**WHAT TO DO**: Please write out exactly the lines of the data below from the line holding "Identify the location of cursor-icon." through the line holding "Locate an element on the screen.", and leave out the rest.

-------- AVAILABLE DATA

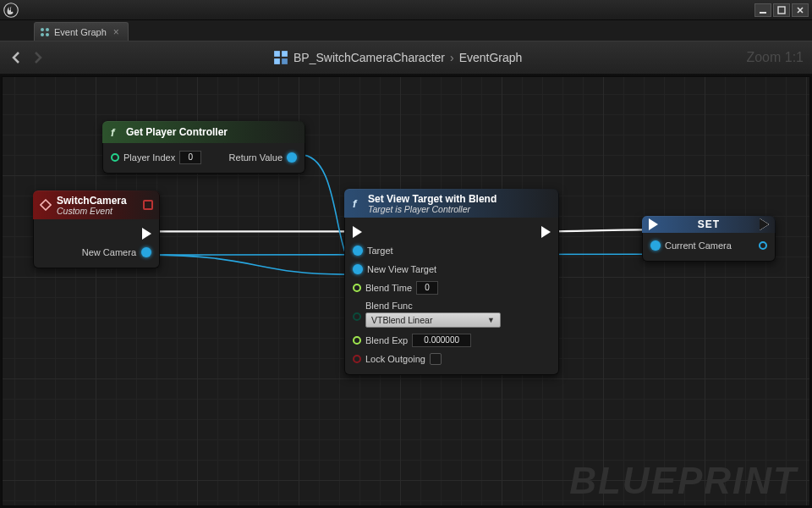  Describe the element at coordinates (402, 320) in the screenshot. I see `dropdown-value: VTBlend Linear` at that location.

----------------
-------- AVAILABLE DATA

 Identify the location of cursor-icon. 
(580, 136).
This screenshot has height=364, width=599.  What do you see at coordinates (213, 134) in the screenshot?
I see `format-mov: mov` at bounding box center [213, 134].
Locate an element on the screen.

----------------

**OUTPUT OF THE EXERCISE**:
 Identify the location of cursor-icon. 
(580, 136).
This screenshot has height=364, width=599.  What do you see at coordinates (213, 134) in the screenshot?
I see `format-mov: mov` at bounding box center [213, 134].
Locate an element on the screen.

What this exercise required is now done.